Expanding boundaries of Gap Safe screening

arXiv:2102.10846v216 citations
AI Analysis

This work provides an incremental improvement for researchers and practitioners in fields like statistics and machine learning by enhancing safe screening techniques to handle a wider class of optimization problems.

The paper tackles the problem of accelerating sparse optimization algorithms by extending the Gap Safe screening framework to relax the global strong-concavity assumption, using local regularity properties and integrating non-negativity constraints, which broadens applicability to functions like beta-divergences and improves performance in cases like logistic regression.
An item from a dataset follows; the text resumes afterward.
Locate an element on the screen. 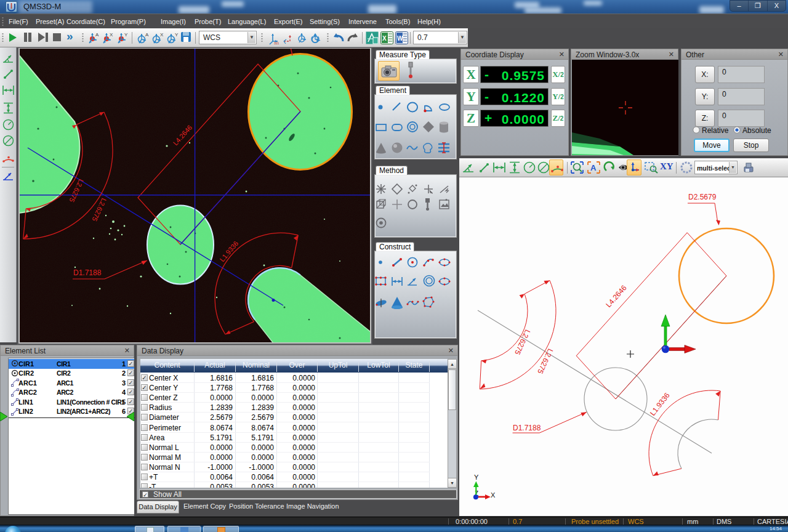  svg-text: 321 is located at coordinates (277, 43).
Sparse optimization problems are ubiquitous in many fields such as statistics, signal/image processing and machine learning. This has led to the birth of many iterative algorithms to solve them. A powerful strategy to boost the performance of these algorithms is known as safe screening: it allows the early identification of zero coordinates in the solution, which can then be eliminated to reduce the problem's size and accelerate convergence. In this work, we extend the existing Gap Safe screening framework by relaxing the global strong-concavity assumption on the dual cost function. Instead, we exploit local regularity properties, that is, strong concavity on well-chosen subsets of the domain. The non-negativity constraint is also integrated to the existing framework. Besides making safe screening possible to a broader class of functions that includes beta-divergences (e.g., the Kullback-Leibler divergence), the proposed approach also improves upon the existing Gap Safe screening rules on previously applicable cases (e.g., logistic regression). The proposed general framework is exemplified by some notable particular cases: logistic function, beta = 1.5 and Kullback-Leibler divergences. Finally, we showcase the effectiveness of the proposed screening rules with different solvers (coordinate descent, multiplicative-update and proximal gradient algorithms) and different data sets (binary classification, hyperspectral and count data).